Ashmore dissects emerging market exodus
Hedge funds were the biggest sellers in the exodus from emerging market debt this summer, after expected Japanese investor flows into the asset class never materialised, according to EM-focused fund house Ashmore.
Having put highly leveraged short-term bets on EM debt, hedge funds were left high and dry when banks recalled financing after the US Federal Reserve hinted that it would start ‘tapering’ quantitative easing, says Jan Dehn, Ashmore’s co-head of research.
Global flows poured into EM debt in the first quarter, following strong performance in 2012. The money mostly came from large institutional investors, which arrived in droves, says Dehn. UK-based Ashmore’s AUM increased by 10% in the first quarter this year, he notes.
In his view, the key to the subsequent carnage lay in the Nikkei 225 Index rallying, and specifically, what US hedge funds thought this signalled.
A combination of quantitative easing in Japan, which started in November, and significant government spending from the start of 2013, led to huge gains in the Nikkei. Between mid-November and the end of March, it rose 43%.
As Japanese institutions moved out of safe-haven Japanese government bonds (JGBs), EM bond yields rose sharply. As such, hedge funds figured local pensions and insurers would shift from JGBs into EM debt.
“You had all of the Wall Street investment banks telling hedge funds to get in there before the Japanese money,” Dehn says.
But this great migration never happened, because Japanese investors were rotating out of bonds and into their domestic stock market.
“In April, we were actually seeing redemptions from our Japanese investors from EM debt,” says Dehn. “They were charging into the Nikkei index, which was the fastest money in the world at the time.” The Nikkei was up 15% in April and by May 20 had gained another 13%.
Japanese investors stayed clear of EM debt, argues Dehn, because it was starting to look overbought – the Emerging Markets Bond Index rose 4% in April.
In the absence of the expected surge of Japanese money, hedge funds suddenly found themselves in an asset class that looked increasingly expensive and risky, following rapid first-quarter inflows, a big portion of which were highly leveraged.
Then came Fed chairman Ben Bernanke’s comments on May 21, when he gave the first indications that the Fed would ease off QE in the US.
The resultant spike in US Treasury yields to nearly 3% from 1.96% the day before the comments, sent the Nikkei into freefall. The index fell 17% in just over two weeks, sparking a rush by Japanese investors back into JGBs.
The thought of buying EM debt couldn’t have been further from their minds, Dehn says. “Suddenly the whole premise of that speculative trade – to front-run Japanese real money – had disappeared,” he adds.
The Fed’s comments ultimately triggered a sell-off in EM debt. Dehn notes that hedge funds were forced to sell into falling market because the Fed’s comments had scared the banks providing the leverage to finance the positions.
Prime brokers received calls from their risk control desks, saying they didn’t understand where US monetary policy was going and it was time to pull out. “They did what investment banks always do in bear markets, and shut down,” says Dehn.
As a result, a number of EM hedge funds recorded losses in June. Brevan Howard Asset Management’s flagship master fund, with $29 billion in AUM, recorded its largest monthly loss since 2008, dropping -2.9%.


→ TASK ITEM: Your reply should be only the number of lines in the records that contain the word "desc".

════

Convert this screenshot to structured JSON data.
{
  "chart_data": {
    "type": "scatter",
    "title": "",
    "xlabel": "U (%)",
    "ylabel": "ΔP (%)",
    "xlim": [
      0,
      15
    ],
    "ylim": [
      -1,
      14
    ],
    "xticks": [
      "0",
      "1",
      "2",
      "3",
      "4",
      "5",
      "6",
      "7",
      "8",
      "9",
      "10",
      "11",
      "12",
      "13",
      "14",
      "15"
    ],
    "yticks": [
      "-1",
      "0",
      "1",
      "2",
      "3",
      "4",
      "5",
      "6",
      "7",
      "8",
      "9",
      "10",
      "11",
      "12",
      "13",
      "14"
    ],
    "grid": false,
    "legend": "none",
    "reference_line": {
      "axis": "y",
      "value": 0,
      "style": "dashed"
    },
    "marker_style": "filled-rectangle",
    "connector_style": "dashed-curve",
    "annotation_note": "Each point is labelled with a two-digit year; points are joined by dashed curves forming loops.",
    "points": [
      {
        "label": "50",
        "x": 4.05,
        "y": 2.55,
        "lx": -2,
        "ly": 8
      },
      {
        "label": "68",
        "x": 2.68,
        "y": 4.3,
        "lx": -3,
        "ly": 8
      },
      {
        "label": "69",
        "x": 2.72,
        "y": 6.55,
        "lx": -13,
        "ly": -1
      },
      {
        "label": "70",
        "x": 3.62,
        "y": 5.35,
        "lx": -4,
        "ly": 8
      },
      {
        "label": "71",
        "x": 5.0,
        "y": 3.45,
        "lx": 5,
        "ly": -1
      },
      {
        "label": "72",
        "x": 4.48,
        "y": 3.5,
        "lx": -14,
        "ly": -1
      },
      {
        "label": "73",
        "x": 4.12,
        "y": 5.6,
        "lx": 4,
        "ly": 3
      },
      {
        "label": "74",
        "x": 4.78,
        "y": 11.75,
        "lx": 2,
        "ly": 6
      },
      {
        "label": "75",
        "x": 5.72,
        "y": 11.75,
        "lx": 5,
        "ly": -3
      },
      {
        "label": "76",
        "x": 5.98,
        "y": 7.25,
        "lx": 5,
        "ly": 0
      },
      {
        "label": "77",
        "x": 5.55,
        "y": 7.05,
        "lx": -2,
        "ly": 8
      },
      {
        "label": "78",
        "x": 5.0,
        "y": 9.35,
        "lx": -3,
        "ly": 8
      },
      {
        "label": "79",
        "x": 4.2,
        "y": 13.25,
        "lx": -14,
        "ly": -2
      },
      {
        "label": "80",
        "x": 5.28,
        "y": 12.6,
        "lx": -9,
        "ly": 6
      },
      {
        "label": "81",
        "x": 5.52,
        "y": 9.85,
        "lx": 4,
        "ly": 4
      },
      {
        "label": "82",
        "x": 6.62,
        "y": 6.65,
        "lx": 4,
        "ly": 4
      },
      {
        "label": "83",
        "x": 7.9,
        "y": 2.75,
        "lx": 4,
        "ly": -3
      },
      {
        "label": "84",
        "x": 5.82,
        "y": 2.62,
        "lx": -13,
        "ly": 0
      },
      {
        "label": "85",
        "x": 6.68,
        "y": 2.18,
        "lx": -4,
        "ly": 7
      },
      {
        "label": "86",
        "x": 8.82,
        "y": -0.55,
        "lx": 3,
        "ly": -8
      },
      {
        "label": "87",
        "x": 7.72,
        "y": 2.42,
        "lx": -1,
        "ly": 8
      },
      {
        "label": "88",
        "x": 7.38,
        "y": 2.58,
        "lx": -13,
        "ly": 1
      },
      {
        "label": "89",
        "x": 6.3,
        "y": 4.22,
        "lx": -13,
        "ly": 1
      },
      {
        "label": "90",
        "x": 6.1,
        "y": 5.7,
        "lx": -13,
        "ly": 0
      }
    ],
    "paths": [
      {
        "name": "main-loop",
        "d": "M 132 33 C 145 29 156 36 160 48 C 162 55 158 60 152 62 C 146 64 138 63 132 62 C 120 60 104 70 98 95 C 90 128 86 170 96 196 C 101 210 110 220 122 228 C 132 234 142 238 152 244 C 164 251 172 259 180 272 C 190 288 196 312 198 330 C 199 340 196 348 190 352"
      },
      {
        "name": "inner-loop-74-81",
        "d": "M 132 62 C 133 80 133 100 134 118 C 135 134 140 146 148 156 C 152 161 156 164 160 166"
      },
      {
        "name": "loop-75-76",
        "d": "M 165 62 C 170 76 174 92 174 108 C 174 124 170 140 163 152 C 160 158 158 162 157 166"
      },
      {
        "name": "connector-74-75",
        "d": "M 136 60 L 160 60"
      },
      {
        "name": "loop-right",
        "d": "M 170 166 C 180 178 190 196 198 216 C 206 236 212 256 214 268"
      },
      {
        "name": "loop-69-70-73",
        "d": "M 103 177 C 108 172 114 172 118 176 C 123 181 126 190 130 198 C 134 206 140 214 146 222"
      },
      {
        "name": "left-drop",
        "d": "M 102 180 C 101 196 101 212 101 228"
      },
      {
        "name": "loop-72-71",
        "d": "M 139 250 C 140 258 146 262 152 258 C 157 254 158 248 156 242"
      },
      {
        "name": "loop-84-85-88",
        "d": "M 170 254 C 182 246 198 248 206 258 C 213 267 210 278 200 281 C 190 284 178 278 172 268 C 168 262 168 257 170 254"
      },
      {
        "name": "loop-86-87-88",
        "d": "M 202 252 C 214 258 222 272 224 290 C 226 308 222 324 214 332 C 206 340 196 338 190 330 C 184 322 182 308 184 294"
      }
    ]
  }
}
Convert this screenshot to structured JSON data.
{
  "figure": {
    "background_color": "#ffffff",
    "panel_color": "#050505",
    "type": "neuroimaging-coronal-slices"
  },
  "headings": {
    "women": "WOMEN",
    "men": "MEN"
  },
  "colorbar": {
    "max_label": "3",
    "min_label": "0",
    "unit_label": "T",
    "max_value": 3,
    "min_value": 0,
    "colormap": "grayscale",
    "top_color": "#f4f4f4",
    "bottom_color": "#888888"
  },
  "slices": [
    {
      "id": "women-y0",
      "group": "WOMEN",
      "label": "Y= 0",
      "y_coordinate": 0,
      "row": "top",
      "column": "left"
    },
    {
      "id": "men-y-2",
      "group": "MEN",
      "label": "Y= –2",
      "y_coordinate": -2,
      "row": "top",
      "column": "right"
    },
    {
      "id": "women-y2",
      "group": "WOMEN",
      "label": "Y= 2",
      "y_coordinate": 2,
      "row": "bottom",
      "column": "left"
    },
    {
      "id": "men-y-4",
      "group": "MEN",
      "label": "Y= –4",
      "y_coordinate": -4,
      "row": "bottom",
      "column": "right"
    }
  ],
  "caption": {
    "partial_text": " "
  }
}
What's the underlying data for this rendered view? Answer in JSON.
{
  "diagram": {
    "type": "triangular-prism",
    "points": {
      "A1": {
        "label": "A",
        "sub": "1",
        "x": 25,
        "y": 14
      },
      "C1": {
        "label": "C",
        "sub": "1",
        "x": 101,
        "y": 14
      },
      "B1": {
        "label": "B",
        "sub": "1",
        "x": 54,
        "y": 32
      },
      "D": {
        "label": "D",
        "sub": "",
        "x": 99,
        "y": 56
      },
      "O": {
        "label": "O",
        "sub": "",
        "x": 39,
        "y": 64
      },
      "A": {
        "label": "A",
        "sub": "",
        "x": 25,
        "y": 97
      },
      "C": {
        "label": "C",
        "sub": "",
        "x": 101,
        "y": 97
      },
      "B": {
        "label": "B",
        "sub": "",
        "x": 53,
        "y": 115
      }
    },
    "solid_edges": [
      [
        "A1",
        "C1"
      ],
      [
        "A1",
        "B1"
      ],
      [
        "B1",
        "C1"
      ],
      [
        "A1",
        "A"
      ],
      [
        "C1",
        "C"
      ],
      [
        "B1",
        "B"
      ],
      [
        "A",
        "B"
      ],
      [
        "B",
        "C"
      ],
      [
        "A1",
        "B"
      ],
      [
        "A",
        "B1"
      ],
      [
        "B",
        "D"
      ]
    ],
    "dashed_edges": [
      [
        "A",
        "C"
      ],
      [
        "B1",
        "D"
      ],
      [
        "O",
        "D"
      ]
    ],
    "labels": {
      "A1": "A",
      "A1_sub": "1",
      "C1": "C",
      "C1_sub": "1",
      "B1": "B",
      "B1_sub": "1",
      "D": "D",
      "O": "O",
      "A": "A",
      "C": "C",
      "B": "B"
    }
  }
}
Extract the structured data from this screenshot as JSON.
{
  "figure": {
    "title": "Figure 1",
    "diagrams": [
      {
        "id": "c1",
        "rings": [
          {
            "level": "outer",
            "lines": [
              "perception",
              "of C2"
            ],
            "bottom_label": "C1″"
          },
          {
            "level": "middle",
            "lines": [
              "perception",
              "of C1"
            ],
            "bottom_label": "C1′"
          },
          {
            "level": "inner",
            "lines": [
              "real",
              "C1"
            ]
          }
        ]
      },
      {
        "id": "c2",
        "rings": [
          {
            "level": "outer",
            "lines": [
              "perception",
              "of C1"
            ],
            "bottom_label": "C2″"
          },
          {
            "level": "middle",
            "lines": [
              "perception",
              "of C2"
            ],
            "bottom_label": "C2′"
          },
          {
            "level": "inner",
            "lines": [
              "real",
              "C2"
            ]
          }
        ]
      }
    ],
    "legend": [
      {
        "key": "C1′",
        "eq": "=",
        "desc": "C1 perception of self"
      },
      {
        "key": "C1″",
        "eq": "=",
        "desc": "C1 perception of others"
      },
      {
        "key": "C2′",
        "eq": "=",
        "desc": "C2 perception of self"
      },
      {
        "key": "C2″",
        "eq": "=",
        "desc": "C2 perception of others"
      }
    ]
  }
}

════

→ WRITTEN SOLUTION: 4